San Francisco Chronicle - (Sunday)

Ocean the star of luxury voyage to Mexico

- By Carl Nolte Carl Nolte is a San Francisco Chronicle columnist. His column appears every Sunday. Email: cnolte@sfchronicl­e. com Twitter: @carlnoltes­f

Like a lot of kids who grew up in San Francisco, I was always fascinated by the salt water — the Pacific Ocean on one end of the city, the bay on the other. My favorite streets were the Embarcader­o and the Great Highway. I used to talk about running away to sea.

Most San Francisco kids get over this sort of obsession, but I never did. So when the Sailor Girl, my companion in small adventures, signed us up for a 10-day cruise to Mexico, I was more than delighted. I could hardly wait. We took the Grand Princess the week before Christmas, sailing from San Francisco to Mexico and back again. I know old salts would sniff at this. You call this going to sea? Their idea of a ship is a big sailing schooner, heeling over in the wind. Or at the very least, a steamship, like the Queen Mary or the Lurline. Not a cruise ship like the Grand Princess, a kind of floating resort.

But still. You take what you can get. I’ve been to sea a little — on cruise ships, freighters, and even an unforgetta­ble voyage on the World War II Liberty Ship Jeremiah O’Brien from San Francisco to France to commemorat­e the 50th anniversar­y of D-Day. I had to work on that trip, chipping paint, hauling lines, cleaning the head, steering the ship sometimes. An ordinary seaman.

The Grand Princess is a familiar sight on San Francisco Bay. It has been based in San Francisco for five years, sailing every 10 days or so to Hawaii, Mexico, Alaska, or on short coastal cruises.

It is a big ship, more than 950 feet long and displacing 109,000 tons, more than six times the size of the old Matson liner Lurline.
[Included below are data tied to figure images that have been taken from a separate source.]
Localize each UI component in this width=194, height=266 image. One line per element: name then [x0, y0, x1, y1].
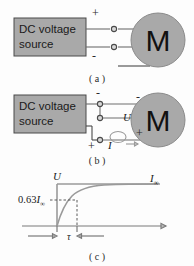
- chart-level-label: 0.63I∞: [18, 193, 45, 208]
- voltage-label-b: U: [123, 111, 132, 123]
- terminal-top-b: [97, 101, 102, 106]
- terminal-bottom-b: [97, 137, 102, 142]
- motor-polarity-top-b: -: [136, 90, 140, 104]
- panel-b: DC voltage source M U I: [0, 88, 194, 170]
- polarity-minus-a: -: [92, 49, 96, 63]
- polarity-bottom-b: +: [88, 139, 95, 153]
- terminal-lower-a: [111, 44, 116, 49]
- motor-label-a: M: [146, 24, 171, 57]
- current-loop-icon-b: [110, 132, 126, 143]
- polarity-top-b: -: [96, 86, 100, 100]
- chart-time-constant-label: τ: [67, 231, 71, 242]
- panel-b-schematic: DC voltage source M U I: [0, 88, 194, 170]
- chart-current-curve: [57, 184, 158, 226]
- terminal-upper-a: [111, 26, 116, 31]
- dc-source-label-line2-a: source: [19, 38, 54, 50]
- panel-c: U 0.63I∞ I∞ τ ( c ): [0, 170, 194, 266]
- dc-source-label-line2-b: source: [19, 115, 54, 127]
- caption-b: ( b ): [89, 155, 106, 167]
- polarity-plus-a: +: [92, 6, 99, 20]
- dc-source-label-line1-a: DC voltage: [19, 23, 76, 35]
- chart-level-sub: ∞: [40, 200, 45, 208]
- motor-polarity-bottom-b: +: [136, 126, 143, 140]
- panel-a-schematic: DC voltage source M + - ( a ): [0, 0, 194, 88]
- chart-level-value: 0.63: [18, 194, 36, 205]
- figure-sheet: DC voltage source M + - ( a ) DC voltag: [0, 0, 194, 266]
- step-response-chart: U 0.63I∞ I∞ τ ( c ): [0, 170, 194, 266]
- caption-a: ( a ): [89, 73, 105, 85]
- panel-a: DC voltage source M + - ( a ): [0, 0, 194, 88]
- dc-source-label-line1-b: DC voltage: [19, 100, 76, 112]
- motor-label-b: M: [146, 104, 171, 137]
- chart-y-axis-label: U: [53, 170, 62, 182]
- terminal-middle-b: [97, 115, 102, 120]
- caption-c: ( c ): [89, 251, 105, 263]
- chart-asymptote-sub: ∞: [154, 179, 159, 187]
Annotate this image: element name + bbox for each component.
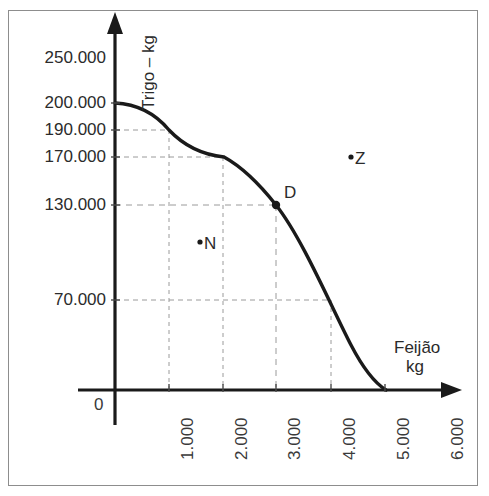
- x-tick-label-3000: 3.000: [285, 417, 305, 460]
- y-axis-arrowhead: [107, 12, 123, 34]
- data-point-z-marker: [348, 154, 353, 159]
- data-point-n-marker: [197, 239, 202, 244]
- y-tick-label-130000: 130.000: [28, 195, 106, 215]
- x-tick-label-6000: 6.000: [448, 417, 468, 460]
- y-axis-title: Trigo – kg: [139, 35, 159, 110]
- vertical-gridlines: [169, 130, 331, 390]
- y-tick-label-70000: 70.000: [28, 290, 106, 310]
- ppf-curve-line: [115, 103, 386, 390]
- x-tick-label-4000: 4.000: [340, 417, 360, 460]
- y-tick-label-190000: 190.000: [28, 120, 106, 140]
- data-point-d-marker: [272, 201, 280, 209]
- origin-label: 0: [94, 395, 103, 415]
- y-tick-label-200000: 200.000: [28, 93, 106, 113]
- data-point-label-z: Z: [355, 149, 365, 169]
- x-tick-label-2000: 2.000: [232, 417, 252, 460]
- x-axis-arrowhead: [441, 382, 462, 398]
- data-point-label-d: D: [284, 183, 296, 203]
- x-tick-label-1000: 1.000: [178, 417, 198, 460]
- x-axis-title-line1: Feijão: [394, 338, 440, 357]
- y-tick-label-170000: 170.000: [28, 147, 106, 167]
- y-tick-label-250000: 250.000: [28, 48, 106, 68]
- ppf-curve: [115, 103, 386, 390]
- data-point-label-n: N: [204, 234, 216, 254]
- x-tick-label-5000: 5.000: [394, 417, 414, 460]
- x-axis-title-line2: kg: [406, 357, 424, 376]
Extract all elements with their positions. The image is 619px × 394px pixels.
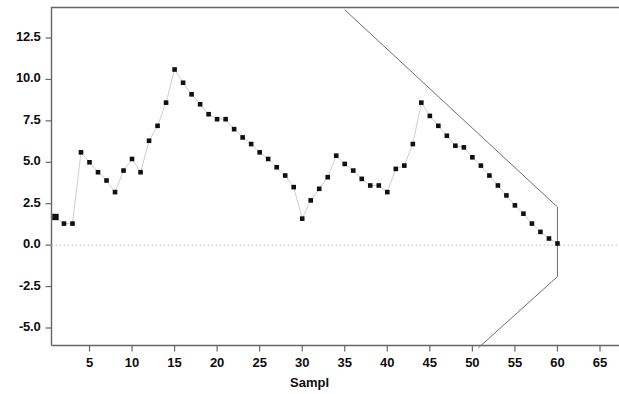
data-point-marker bbox=[402, 163, 407, 168]
data-point-marker bbox=[325, 175, 330, 180]
data-point-marker bbox=[394, 167, 399, 172]
data-point-marker bbox=[181, 80, 186, 85]
data-point-marker bbox=[453, 143, 458, 148]
data-point-marker bbox=[445, 133, 450, 138]
x-tick-label: 5 bbox=[70, 355, 110, 370]
x-tick-label: 65 bbox=[580, 355, 619, 370]
data-point-marker bbox=[479, 163, 484, 168]
data-point-marker bbox=[79, 150, 84, 155]
plot-frame bbox=[52, 8, 619, 346]
x-axis-title: Sampl bbox=[0, 375, 619, 390]
x-tick-label: 25 bbox=[240, 355, 280, 370]
data-point-marker bbox=[530, 221, 535, 226]
chart-plot-area bbox=[0, 0, 619, 394]
data-point-marker bbox=[147, 138, 152, 143]
data-point-marker bbox=[513, 203, 518, 208]
x-tick-label: 55 bbox=[495, 355, 535, 370]
x-tick-label: 40 bbox=[367, 355, 407, 370]
data-point-marker bbox=[155, 124, 160, 129]
data-point-marker bbox=[317, 187, 322, 192]
data-point-marker bbox=[504, 193, 509, 198]
x-tick-label: 30 bbox=[282, 355, 322, 370]
data-point-marker bbox=[257, 150, 262, 155]
data-point-marker bbox=[308, 198, 313, 203]
x-tick-label: 60 bbox=[537, 355, 577, 370]
data-point-marker bbox=[189, 92, 194, 97]
chart-figure: 12.510.07.55.02.50.0-2.5-5.0 51015202530… bbox=[0, 0, 619, 394]
data-point-marker bbox=[436, 124, 441, 129]
y-tick-label: 12.5 bbox=[16, 29, 41, 44]
data-point-marker bbox=[351, 168, 356, 173]
y-tick-label: 7.5 bbox=[23, 112, 40, 127]
data-point-marker bbox=[62, 221, 67, 226]
data-point-marker bbox=[385, 190, 390, 195]
data-point-marker bbox=[300, 216, 305, 221]
data-point-marker bbox=[249, 142, 254, 147]
data-point-marker bbox=[70, 221, 75, 226]
data-point-marker bbox=[266, 157, 271, 162]
data-point-marker bbox=[104, 178, 109, 183]
data-point-marker bbox=[223, 117, 228, 122]
data-point-marker bbox=[206, 112, 211, 117]
x-tick-label: 10 bbox=[112, 355, 152, 370]
data-point-marker bbox=[462, 145, 467, 150]
data-point-marker bbox=[274, 165, 279, 170]
y-tick-label: 2.5 bbox=[23, 195, 40, 210]
data-point-marker bbox=[164, 100, 169, 105]
data-point-marker bbox=[368, 183, 373, 188]
data-point-markers bbox=[52, 67, 559, 246]
data-point-marker bbox=[87, 160, 92, 165]
x-tick-label: 15 bbox=[155, 355, 195, 370]
data-point-marker bbox=[96, 170, 101, 175]
data-point-marker bbox=[428, 114, 433, 119]
y-tick-label: -5.0 bbox=[19, 319, 41, 334]
data-point-marker bbox=[283, 173, 288, 178]
data-point-marker bbox=[521, 211, 526, 216]
data-point-marker bbox=[52, 214, 58, 220]
data-point-marker bbox=[411, 142, 416, 147]
axis-ticks bbox=[46, 38, 601, 352]
y-tick-label: 5.0 bbox=[23, 153, 40, 168]
data-point-marker bbox=[470, 155, 475, 160]
data-point-marker bbox=[538, 230, 543, 235]
data-point-marker bbox=[291, 185, 296, 190]
data-point-marker bbox=[232, 127, 237, 132]
y-tick-label: -2.5 bbox=[19, 278, 41, 293]
data-point-marker bbox=[138, 170, 143, 175]
data-point-marker bbox=[215, 117, 220, 122]
data-point-marker bbox=[419, 100, 424, 105]
data-point-marker bbox=[376, 183, 381, 188]
data-point-marker bbox=[172, 67, 177, 72]
data-point-marker bbox=[496, 183, 501, 188]
x-tick-label: 35 bbox=[325, 355, 365, 370]
data-point-marker bbox=[121, 168, 126, 173]
y-tick-label: 10.0 bbox=[16, 70, 41, 85]
data-series-line bbox=[55, 69, 557, 243]
data-point-marker bbox=[130, 157, 135, 162]
data-point-marker bbox=[113, 190, 118, 195]
data-point-marker bbox=[240, 135, 245, 140]
envelope-bounds bbox=[345, 10, 558, 348]
data-point-marker bbox=[547, 236, 552, 241]
data-point-marker bbox=[342, 162, 347, 167]
data-point-marker bbox=[334, 153, 339, 158]
x-tick-label: 45 bbox=[410, 355, 450, 370]
x-tick-label: 20 bbox=[197, 355, 237, 370]
x-tick-label: 50 bbox=[452, 355, 492, 370]
y-tick-label: 0.0 bbox=[23, 236, 40, 251]
data-point-marker bbox=[359, 177, 364, 182]
data-point-marker bbox=[555, 241, 560, 246]
data-point-marker bbox=[198, 102, 203, 107]
data-point-marker bbox=[487, 173, 492, 178]
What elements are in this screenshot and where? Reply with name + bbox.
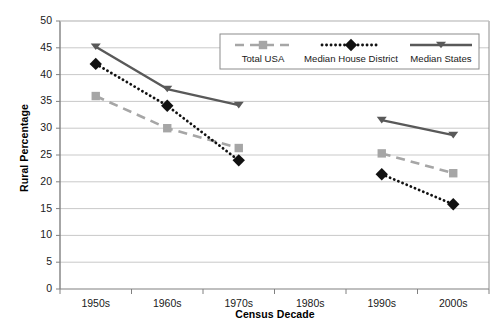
series-line: [382, 153, 454, 173]
x-axis-title: Census Decade: [60, 308, 490, 320]
y-tick-label: 5: [26, 255, 52, 267]
x-tick-label: 2000s: [418, 297, 488, 309]
marker-square: [235, 144, 243, 152]
marker-square: [378, 149, 386, 157]
series-line: [382, 120, 454, 135]
marker-square: [163, 124, 171, 132]
y-tick-label: 0: [26, 282, 52, 294]
y-tick-label: 20: [26, 175, 52, 187]
rural-percentage-line-chart: Rural Percentage Census Decade 051015202…: [0, 0, 502, 327]
series-line: [382, 174, 454, 204]
marker-diamond: [90, 58, 102, 70]
x-tick-label: 1990s: [347, 297, 417, 309]
y-tick-label: 25: [26, 148, 52, 160]
y-tick-label: 40: [26, 68, 52, 80]
series-total-usa: [92, 92, 458, 178]
x-tick-label: 1970s: [204, 297, 274, 309]
legend-label: Total USA: [242, 53, 285, 64]
series-median-house-district: [90, 58, 460, 211]
marker-square: [449, 169, 457, 177]
series-line: [96, 47, 239, 105]
x-tick-label: 1950s: [61, 297, 131, 309]
legend-label: Median States: [410, 53, 472, 64]
series-line: [96, 64, 239, 160]
marker-square: [259, 41, 267, 49]
x-tick-label: 1980s: [275, 297, 345, 309]
y-tick-label: 45: [26, 41, 52, 53]
marker-diamond: [376, 168, 388, 180]
y-tick-label: 15: [26, 202, 52, 214]
chart-legend: Total USAMedian House DistrictMedian Sta…: [220, 34, 479, 69]
legend-label: Median House District: [304, 53, 398, 64]
plot-area: Total USAMedian House DistrictMedian Sta…: [0, 0, 502, 327]
y-tick-label: 35: [26, 94, 52, 106]
y-tick-label: 10: [26, 228, 52, 240]
y-tick-label: 50: [26, 14, 52, 26]
x-tick-label: 1960s: [132, 297, 202, 309]
y-tick-label: 30: [26, 121, 52, 133]
marker-square: [92, 92, 100, 100]
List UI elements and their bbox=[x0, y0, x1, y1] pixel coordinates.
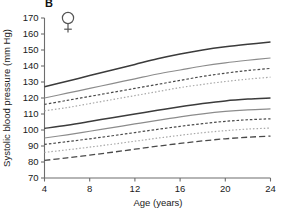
x-tick-label: 16 bbox=[175, 183, 186, 194]
curve-lower-band-dotted bbox=[45, 128, 271, 152]
x-tick-label: 8 bbox=[87, 183, 92, 194]
y-tick-label: 100 bbox=[23, 124, 39, 135]
y-tick-label: 110 bbox=[23, 108, 38, 119]
y-tick-label: 170 bbox=[23, 12, 39, 23]
chart-svg: B 708090100110120130140150160170 4812162… bbox=[0, 0, 282, 214]
y-tick-label: 80 bbox=[28, 156, 39, 167]
x-axis-title: Age (years) bbox=[133, 197, 182, 208]
axes bbox=[45, 18, 271, 178]
curve-lower-band-solid-thick bbox=[45, 98, 271, 128]
curve-lowest-band-longdash bbox=[45, 136, 271, 160]
y-tick-label: 90 bbox=[28, 140, 39, 151]
y-tick-label: 70 bbox=[28, 172, 39, 183]
y-tick-label: 160 bbox=[23, 28, 39, 39]
x-tick-label: 20 bbox=[220, 183, 231, 194]
x-tick-label: 12 bbox=[130, 183, 141, 194]
y-tick-label: 140 bbox=[23, 60, 39, 71]
panel-label: B bbox=[45, 0, 53, 9]
venus-female-symbol-icon bbox=[62, 12, 73, 32]
y-tick-label: 130 bbox=[23, 76, 39, 87]
y-axis-title: Systolic blood pressure (mm Hg) bbox=[1, 29, 12, 167]
y-tick-label: 150 bbox=[23, 44, 39, 55]
chart-container: B 708090100110120130140150160170 4812162… bbox=[0, 0, 282, 214]
y-axis-ticks: 708090100110120130140150160170 bbox=[23, 12, 45, 183]
x-tick-label: 24 bbox=[265, 183, 276, 194]
x-tick-label: 4 bbox=[42, 183, 47, 194]
y-tick-label: 120 bbox=[23, 92, 39, 103]
x-axis-ticks: 4812162024 bbox=[42, 178, 276, 194]
curve-upper-band-dotted bbox=[45, 77, 271, 111]
chart-curves bbox=[45, 42, 271, 160]
curve-upper-band-solid-thick bbox=[45, 42, 271, 87]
The Grand Princess can carry 3,000 passengers and a crew of 1,000, a seagoing community the size of a small town.

San Francisco’s cargo business went to Oakland years ago, but cruise ships all tie up in San Francisco and earn money for the region. The Grand Princess gets all its fuel in San Francisco. And when the ship comes in, big trucks line the terminal dock, bringing it food, produce and supplies.

Every time a cruise ship docks in San Francisco, about 200 workers are on the job, loading luggage and supplies and processing the passengers. Michael Nerney, the port’s marketing manager, says each port call is worth $1 million to the economy. The Grand Princess sailed in and out of San Francisco 35 times this year.

Our trip was smooth. We were on the ship and in our cabin only 40 minutes after walking out our front door on Bernal Heights. The ship sailed under the Golden Gate Bridge just at sunset. We settled in easily.

Gray skies on the way down the long California and Baja coast, and the ship rolled just enough to make you notice. Fair winds and following seas, good food and excellent service.

It is three days and more than 1,000 miles by sea from San Francisco to Puerto Vallarta. The sun came out in Mexico, as advertised. You hear a lot about Mexico these days, especially in the overheated world of politics. Mexico is a dangerous place, we are told, full of marauding gangs and criminals, caravans of desperate people trying to sneak into our country.

We didn’t see anything like that. Of course, we were tourists in tourist towns, like Puerto Vallarta, Manzanillo, Mazatlan and Cabo San Lucas. But the streets were a lot cleaner than the fabled streets of San Francisco. We saw a drunk passed out in Puerto Vallarta, a derelict, and a woman begging with a child in Mazatlan. No obvious street crazies. Unlike San Francisco.

Maybe it is Mexico that should build a wall to keep undesirabl­es from California out.

We liked Mexico a lot, but the star of the voyage was the ocean. It always is. Once you sail away from the land, you are in a separate world. We saw a ship once or twice a day, and occasional­ly a glimpse of land. But most of the time it was only the sea, rolling away to the west, the horizon nearly always empty.

The sea is strange and unknowable to people who live on the land. It is full of life, but the life is out of sight, under the surface. Old sailors will tell you that nothing beats a quiet day on the timeless sea, but that is a topic for Joseph Conrad, or Herman Melville, not me.

On the last day, I got up just after 4 so as not to miss the landfall. The first familiar sight is the light on Southeast Farallon Island off to the left side of the ship. The pilot came aboard in the dark at 5 a.m., and the Grand Princess turned east, toward the Golden Gate.

It is always impressive to sail into San Francisco, especially just before dawn. The city rises up out of the dark bay on its hills, and the towers on the skyline are lit up, especially during the holidays. The moving lights on the Bay Bridge are magical.

In all the ports in all the world, there is nothing quite like this one.

 ?? Carl Nolte / The Chronicle ?? The cruise ship Grand Princess makes a port call at Manzanillo, Mexico.
Carl Nolte / The Chronicle The cruise ship Grand Princess makes a port call at Manzanillo, Mexico.